“Phœbus! A curious name! There is also a Phœbus, Comte de Foix. I remember having known a wench who swore only by the name of Phœbus.”
“Come away from here,” said the priest. “I have something to say to you.”
From the moment of that troop’s passing, some agitation had pierced through the archdeacon’s glacial envelope. He walked on. Gringoire followed him, being accustomed to obey him, like all who had once approached that man so full of ascendency. They reached in silence the Rue des Bernardins, which was nearly deserted. Here Dom Claude paused.
“What have you to say to me, master?” Gringoire asked him.
“Do you not think that the dress of those cavaliers whom we have just seen is far handsomer than yours and mine?”
Gringoire tossed his head.
“I’ faith! I love better my red and yellow jerkin, than those scales of iron and steel. A fine pleasure to produce, when you walk, the same noise as the Quay of Old Iron, in an earthquake!”
“So, Gringoire, you have never cherished envy for those handsome fellows in their military doublets?”
“Envy for what, monsieur the archdeacon? their strength, their armor, their discipline? Better philosophy and independence in rags. I prefer to be the head of a fly rather than the tail of a lion.”
“That is singular,” said the priest dreamily. “Yet a handsome uniform is a beautiful thing.”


TASK BRIEF: Which lines of the records below contain the word "direction"? Show each one.

DATA SECTION:
Segment Open

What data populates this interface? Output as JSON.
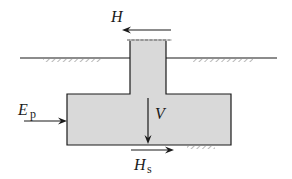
{
  "diagram": {
    "type": "free-body diagram of spread footing with column",
    "colors": {
      "line": "#1a1a1a",
      "concrete_fill": "#d9d9d9",
      "hatch": "#8a8a8a",
      "background": "#ffffff"
    },
    "labels": {
      "H": {
        "main": "H",
        "sub": ""
      },
      "Ep": {
        "main": "E",
        "sub": "p"
      },
      "V": {
        "main": "V",
        "sub": ""
      },
      "Hs": {
        "main": "H",
        "sub": "s"
      }
    },
    "forces": [
      {
        "id": "H",
        "direction": "left",
        "description": "horizontal load at column top"
      },
      {
        "id": "Ep",
        "direction": "right",
        "description": "passive earth pressure on footing side"
      },
      {
        "id": "V",
        "direction": "down",
        "description": "vertical load"
      },
      {
        "id": "Hs",
        "direction": "right",
        "description": "base shear resistance"
      }
    ]
  }
}
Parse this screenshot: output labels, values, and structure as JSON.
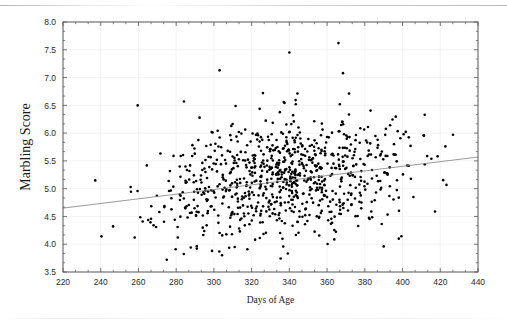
{
  "chart_data": {
    "type": "scatter",
    "title": "",
    "xlabel": "Days of Age",
    "ylabel": "Marbling Score",
    "xlim": [
      220,
      440
    ],
    "ylim": [
      3.5,
      8.0
    ],
    "xticks": [
      220,
      240,
      260,
      280,
      300,
      320,
      340,
      360,
      380,
      400,
      420,
      440
    ],
    "yticks": [
      3.5,
      4.0,
      4.5,
      5.0,
      5.5,
      6.0,
      6.5,
      7.0,
      7.5,
      8.0
    ],
    "xtick_labels": [
      "220",
      "240",
      "260",
      "280",
      "300",
      "320",
      "340",
      "360",
      "380",
      "400",
      "420",
      "440"
    ],
    "ytick_labels": [
      "3.5",
      "4.0",
      "4.5",
      "5.0",
      "5.5",
      "6.0",
      "6.5",
      "7.0",
      "7.5",
      "8.0"
    ],
    "minor_ticks_per_major": 2,
    "grid": true,
    "grid_color": "#eeeeee",
    "legend": null,
    "marker": {
      "shape": "circle",
      "color": "#000000",
      "size_px": 2.6,
      "count": 860
    },
    "series": [
      {
        "name": "Marbling Score vs Days of Age",
        "n_points": 860,
        "x_range_observed": [
          232,
          428
        ],
        "y_range_observed": [
          3.7,
          7.62
        ],
        "x_mean": 337,
        "x_sd": 33,
        "y_mean": 5.22,
        "y_sd": 0.52,
        "density_description": "dense central cloud peaking near x=320-360, y=5.0-5.5, thinning toward both x extremes; mild positive trend",
        "notes_outliers_high": [
          {
            "x": 303,
            "y": 7.13
          },
          {
            "x": 340,
            "y": 7.45
          },
          {
            "x": 366,
            "y": 7.62
          },
          {
            "x": 326,
            "y": 6.72
          },
          {
            "x": 337,
            "y": 6.56
          }
        ],
        "notes_outliers_low": [
          {
            "x": 275,
            "y": 3.72
          },
          {
            "x": 299,
            "y": 3.88
          },
          {
            "x": 311,
            "y": 3.95
          },
          {
            "x": 258,
            "y": 4.12
          },
          {
            "x": 398,
            "y": 4.1
          }
        ]
      }
    ],
    "fit_line": {
      "type": "linear_regression",
      "label": "",
      "color": "#808080",
      "width_px": 0.8,
      "x_start": 220,
      "y_start": 4.65,
      "x_end": 440,
      "y_end": 5.57,
      "slope_per_day": 0.00418,
      "intercept": 3.73
    },
    "frame": {
      "left_px": 63,
      "right_px": 478,
      "top_px": 22,
      "bottom_px": 272,
      "color": "#555555",
      "width_px": 1
    }
  },
  "figure": {
    "background": "#ffffff",
    "artifact": "scan-line"
  }
}
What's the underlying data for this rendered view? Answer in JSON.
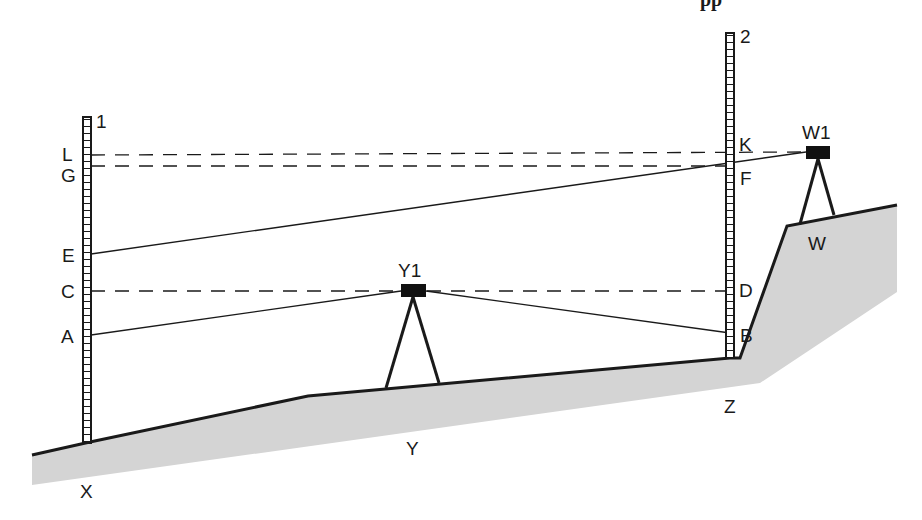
{
  "diagram": {
    "type": "surveying-leveling-diagram",
    "title_fragment": "pp",
    "colors": {
      "ground_fill": "#d4d4d4",
      "line": "#1a1a1a",
      "background": "#ffffff"
    },
    "staffs": [
      {
        "id": "staff-1",
        "label": "1"
      },
      {
        "id": "staff-2",
        "label": "2"
      }
    ],
    "staff1_points": {
      "L": "L",
      "G": "G",
      "E": "E",
      "C": "C",
      "A": "A"
    },
    "staff2_points": {
      "K": "K",
      "F": "F",
      "D": "D",
      "B": "B"
    },
    "instruments": {
      "Y1": "Y1",
      "W1": "W1"
    },
    "ground_points": {
      "X": "X",
      "Y": "Y",
      "Z": "Z",
      "W": "W"
    },
    "sight_lines": [
      {
        "from": "E",
        "to": "W1",
        "through": "F",
        "style": "solid"
      },
      {
        "from": "A",
        "to": "Y1",
        "style": "solid"
      },
      {
        "from": "Y1",
        "to": "B",
        "style": "solid"
      },
      {
        "from": "L",
        "to": "W1",
        "through": "K",
        "style": "dashed"
      },
      {
        "from": "G",
        "to": "F",
        "style": "dashed"
      },
      {
        "from": "C",
        "to": "D",
        "through": "Y1",
        "style": "dashed"
      }
    ]
  }
}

Segment Closed

EXERCISE RESULT:
        "direction": "left",
        "direction": "right",
        "direction": "down",
        "direction": "right",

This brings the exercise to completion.